Book Review: Fever at Dawn by Péter Gárdos

Book reviews By Apr 07, 2016 No Comments

coverFever at Dawn is based on letters sent between Péter Gárdos’ parents shortly after the end of the Second World War. When I saw it described as “whimsical, poignant and completely charming” in a review posted on Twitter, I knew it sounded like my kind of read. I didn’t know much more about Fever at Dawn except that its author is Hungarian and, having a few Hungarian friends, I’d been looking to include some Hungarian writers in my reading. Add to that its Swedish setting and I was thrilled when the publisher offered me an early proof copy to read.

In an over-crowded hospital ward in the summer of July 1945, Miklos is propped up against a pillow. He is writing a letter of hope. It doesn’t matter that Miklos is bruised and battered, that his skin shares the same colour as a greying pile of ash, or that the doctor told him “You have six months to live”. Because, now, for the first time since the war, he feels truly alive.

Miklos is thinking of things far more important than his health.

He is thinking that he would like to find a wife…

It would be easy to imagine that Fever at Dawn is a simple romance: a post-war romance between two young people, Miklos who’s twenty-five, and eighteen-year-old Lili. After all, despite Miklos’, shall we say, pessimistic prognosis, the reader has to believe there’s a happy ending, if its a story based on an exchange of letters between the author’s parents. But Fever at Dawn is also so much more than this.

For a start, Miklos doesn’t just write one letter of hope. He writes 117 of them. And that’s the moment when I realised that Miklos was going to be quite a character. He might be a poet and a romantic dreamer, choosing to ignore what his doctor (backed up by some X-rays and years of medical training) is telling him but he’s also pragmatic and looking to stack the odds of finding a wife in his favour. For some, this might seem calculating and yes, I would question why he continues some correspondence even after he’s made his choice of bride but he’s not wholly exempt from having to deal with the consequences of doing so. Besides, I found myself willing to forgive him because he manages to find a reason to live and you can’t help but feel the pure joy and escape he finds in all his scheming and letter-writing.

Where Miklos is bold, a real live-wire of a character, unwilling to give up or give in, regularly coming up with schemes and getting into scrapes with his cohort of friends, Lili is reserved and quiet. There’s a passage in the novel where Lili’s doctor is talking to Miklos about her and it affected me so much that I had to stop reading until I’d finished crying. It’s only then that the full extent of what Lili has been through hit me and I understood that her will to survive is every bit as strong as that of Miklos.

It wouldn’t be a proper love story without obstacles and Miklos and Lili have more than their share of these: theirs is a long-distance relationship where no previous relationship existed between them, for a start. They’re each receiving medical attention and/or convalescing in remote parts of Sweden. Their living conditions are far from easy, and they’re incredibly restricted in what they’re allowed to do and where they’re able to go. Something which is hard to read about, let alone square away given the characters’ histories and the fact that this is post-liberation. And I don’t mean that as a criticism of either the Red Cross or the Swedish hosts. I imagine everyone was trying to cope and do the best they could at the time.

Lili and Miklos are remarkable characters; they must have been remarkable people in real life. Fever at Dawn is only the beginning of their story: it’s an unusual love story but one which deserves to be told and for which the author clearly has a great affection and fondness. Fever at Dawn is a biographical novel of whimsy, when it’s full of his father’s schemes and antics, and moments of real poignancy, such as his mother’s shy steps towards their future, helped along (and sometimes hindered) by her friends. Fever at Dawn is a charming papery Csárdás, where the courting couple dance with each other through their letters. There is a real sense of the strength of the human spirit when characters find moments of beauty and release in music, and Miklos’ poetry. Péter Gárdos doesn’t gloss over the horrors or the struggle Lili and Miklos face, they are in here, but he chooses instead to focus on hope, life, survival and love, just as his mother and father once did.

Fever at Dawn is the first novel by Péter Gárdos, a Hungarian film director with more than 20 international awards at major film festivals. It is published by Doubleday in the UK and is out today as an ebook and in hardback. Péter Gárdos has made the film of Fever at Dawn, which I believe is due out later this year.

A huge thank you to the publisher for sending me a copy of this wonderful novel.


» ACTIVITY
State how many lines in these records contain the word "curve", and nothing else.

» AVAILABLE DATA
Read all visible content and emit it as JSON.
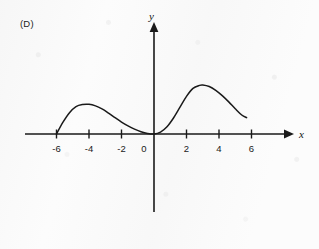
{
  "figure": {
    "panel_label": "(D)",
    "axis_x_label": "x",
    "axis_y_label": "y",
    "stroke_color": "#1a1a1a",
    "background_color": "#fcfcfc"
  },
  "chart_data": {
    "type": "line",
    "title": "",
    "subtitle": "",
    "xlabel": "x",
    "ylabel": "y",
    "legend": [],
    "grid": false,
    "xlim": [
      -7.5,
      7.0
    ],
    "ylim": [
      -4.2,
      4.2
    ],
    "xticks": [
      -6,
      -4,
      -2,
      0,
      2,
      4,
      6
    ],
    "xtick_labels": [
      "-6",
      "-4",
      "-2",
      "0",
      "2",
      "4",
      "6"
    ],
    "yticks": [],
    "ytick_labels": [],
    "annotations": [
      "curve meets x-axis at x = -6",
      "local maximum near x = -4",
      "curve is tangent to the x-axis at the origin (x = 0)",
      "local maximum near x = 3",
      "curve ends above the axis near x = 5.7"
    ],
    "series": [
      {
        "name": "curve",
        "x": [
          -6.0,
          -5.6,
          -5.2,
          -4.8,
          -4.4,
          -4.0,
          -3.6,
          -3.2,
          -2.8,
          -2.4,
          -2.0,
          -1.6,
          -1.2,
          -0.8,
          -0.4,
          0.0,
          0.4,
          0.8,
          1.2,
          1.6,
          2.0,
          2.4,
          2.8,
          3.0,
          3.4,
          3.8,
          4.2,
          4.6,
          5.0,
          5.4,
          5.7
        ],
        "y": [
          0.0,
          0.62,
          1.12,
          1.44,
          1.55,
          1.56,
          1.48,
          1.32,
          1.1,
          0.86,
          0.63,
          0.43,
          0.26,
          0.12,
          0.03,
          0.0,
          0.1,
          0.38,
          0.84,
          1.41,
          1.98,
          2.4,
          2.56,
          2.58,
          2.5,
          2.3,
          2.02,
          1.69,
          1.33,
          1.0,
          0.86
        ]
      }
    ]
  }
}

» RESPONSE TO THE EXERCISE
4